Order. The Minister is being very noisy at the moment.
Perhaps the Minister wants to stand up and make another speech, but I will carry on. The Home Secretary is pushing amendments that the police do not want and did not ask for, and that the public do not want and did not ask for. Why are the Government so constantly out of step with public opinion?
Part 3 of the Bill targets protests for being too noisy. It provides a trigger for imposing conditions on public assemblies, public processions and one-person protests if a protest is too noisy. It includes vague terms such as “serious annoyance” or the subjective notion of being too noisy, which create a very low threshold for police-imposed conditions and essentially rule out entirely peaceful protests. Lord Coaker in the other place has read the Government’s definitions of “too noisy”. Double glazing is a threshold. If someone is organising a demonstration and they are going to be noisy, they need to find areas where buildings have double glazing. You could not make it up, Mr Deputy Speaker.
One person’s “too noisy” is another person’s “not loud enough”. Keeping these provisions on noise will invite all sorts of problems of interpretation for the police in trying to agree on what “too noisy” might mean. The Opposition want these provisions removed from the Bill. Lords amendment 73 removes the trigger on noise related to public processions; Lords amendment 87 removes the trigger on noise related to one-person protests; and we support the leave-out amendment 80 to remove the clause from the Bill altogether, as well as Lords amendment 80G, which accepts a definition of “serious disruption” being added to the Bill, but removes from it any mention of noise.

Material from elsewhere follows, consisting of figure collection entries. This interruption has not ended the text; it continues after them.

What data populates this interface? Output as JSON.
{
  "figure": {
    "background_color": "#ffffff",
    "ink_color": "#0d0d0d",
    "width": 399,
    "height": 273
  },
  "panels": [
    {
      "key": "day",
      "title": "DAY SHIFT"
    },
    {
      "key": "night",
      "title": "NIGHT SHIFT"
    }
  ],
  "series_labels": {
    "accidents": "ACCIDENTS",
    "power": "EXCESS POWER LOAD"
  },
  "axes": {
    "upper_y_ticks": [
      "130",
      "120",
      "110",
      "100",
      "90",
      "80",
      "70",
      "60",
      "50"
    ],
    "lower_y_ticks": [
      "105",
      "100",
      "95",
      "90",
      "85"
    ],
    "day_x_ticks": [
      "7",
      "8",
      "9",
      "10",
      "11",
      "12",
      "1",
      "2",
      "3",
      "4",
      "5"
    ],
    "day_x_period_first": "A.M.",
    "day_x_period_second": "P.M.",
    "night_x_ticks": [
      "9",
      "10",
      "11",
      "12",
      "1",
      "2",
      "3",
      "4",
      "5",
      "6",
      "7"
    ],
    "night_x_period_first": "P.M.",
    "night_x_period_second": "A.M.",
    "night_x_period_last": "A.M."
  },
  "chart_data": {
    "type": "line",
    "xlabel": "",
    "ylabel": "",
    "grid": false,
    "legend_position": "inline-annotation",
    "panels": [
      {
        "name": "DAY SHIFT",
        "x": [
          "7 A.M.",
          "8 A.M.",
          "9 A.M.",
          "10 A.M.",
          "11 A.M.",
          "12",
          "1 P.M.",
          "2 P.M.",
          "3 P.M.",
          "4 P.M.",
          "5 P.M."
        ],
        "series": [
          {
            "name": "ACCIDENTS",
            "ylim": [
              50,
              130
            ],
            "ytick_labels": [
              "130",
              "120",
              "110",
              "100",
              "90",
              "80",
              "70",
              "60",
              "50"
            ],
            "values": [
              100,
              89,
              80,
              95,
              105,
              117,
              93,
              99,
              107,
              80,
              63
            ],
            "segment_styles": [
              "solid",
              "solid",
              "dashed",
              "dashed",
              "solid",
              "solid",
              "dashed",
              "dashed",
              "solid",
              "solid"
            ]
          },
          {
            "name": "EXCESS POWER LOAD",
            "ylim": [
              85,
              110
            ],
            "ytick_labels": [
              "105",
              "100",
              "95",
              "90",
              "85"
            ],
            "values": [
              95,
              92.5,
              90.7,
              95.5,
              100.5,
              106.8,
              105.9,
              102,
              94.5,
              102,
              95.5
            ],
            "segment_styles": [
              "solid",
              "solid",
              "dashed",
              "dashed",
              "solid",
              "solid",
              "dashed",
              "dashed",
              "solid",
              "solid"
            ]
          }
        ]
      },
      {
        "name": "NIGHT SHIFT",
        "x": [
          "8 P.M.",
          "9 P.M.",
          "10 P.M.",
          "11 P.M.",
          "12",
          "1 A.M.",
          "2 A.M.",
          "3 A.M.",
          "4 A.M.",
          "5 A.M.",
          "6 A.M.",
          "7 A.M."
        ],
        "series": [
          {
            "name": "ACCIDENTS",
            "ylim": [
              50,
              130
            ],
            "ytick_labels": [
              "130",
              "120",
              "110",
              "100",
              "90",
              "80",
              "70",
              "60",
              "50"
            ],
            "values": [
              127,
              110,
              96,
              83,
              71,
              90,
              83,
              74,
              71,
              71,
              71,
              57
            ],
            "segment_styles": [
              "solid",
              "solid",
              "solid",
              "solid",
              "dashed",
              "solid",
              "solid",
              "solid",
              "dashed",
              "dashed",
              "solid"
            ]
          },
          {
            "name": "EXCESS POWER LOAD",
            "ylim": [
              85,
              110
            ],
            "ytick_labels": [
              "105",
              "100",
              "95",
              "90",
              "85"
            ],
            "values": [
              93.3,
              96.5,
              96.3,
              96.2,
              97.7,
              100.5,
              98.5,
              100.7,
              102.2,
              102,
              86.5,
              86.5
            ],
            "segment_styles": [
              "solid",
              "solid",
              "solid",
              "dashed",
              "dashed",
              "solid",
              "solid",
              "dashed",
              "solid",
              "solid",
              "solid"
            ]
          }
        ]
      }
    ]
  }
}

The Home Secretary and the Justice Secretary have made one small concession on noise by removing the term “serious unease” from a range of conditions under which police can restrict protest. I am glad that the Government have partially admitted that the term should never have made it on to the statute book. As the hon. Member for Cumbernauld, Kilsyth and Kirkintilloch East (Stuart C. McDonald) has said, and as Liberty and others have pointed out, however, the drafting has unintended consequences. Now the police will be able to impose conditions on protests that they believe may cause persons to suffer “alarm or distress”. There no need for it even to be “serious” alarm or distress. We have a better solution, and a way for the Government to fix this legislative mess. All they have to do is support our amendments.
In the MPs’ offices in 1 Parliament Street that look over Whitehall and Parliament Square, MPs—including me and my right hon. Friend the Member for Normanton, Pontefract and Castleford (Yvette Cooper), the shadow Home Secretary—and their staff work with near-constant background noise coming from protests, be it loud music, singing or speeches. Of course it is annoying, and it can be very distracting, but that is the point of protests—to capture our attention, because they have something to say. I urge Members across this House to ask themselves tonight why they would vote for legislation that could criminalise singing in the street.
At this late stage of the Bill’s journey, we are debating specific amendments. Members all know that voting against the Government’s public order amendment tonight does not mean voting against other measures in the Bill or stopping it from passing. The time for that has come and gone. It would simply mean that Members do not want to vote through measures that restrict peaceful protest based on noise. When Members walk through the voting Lobby this evening, I hope they have the voices of those protesting for Ukraine ringing in their ears.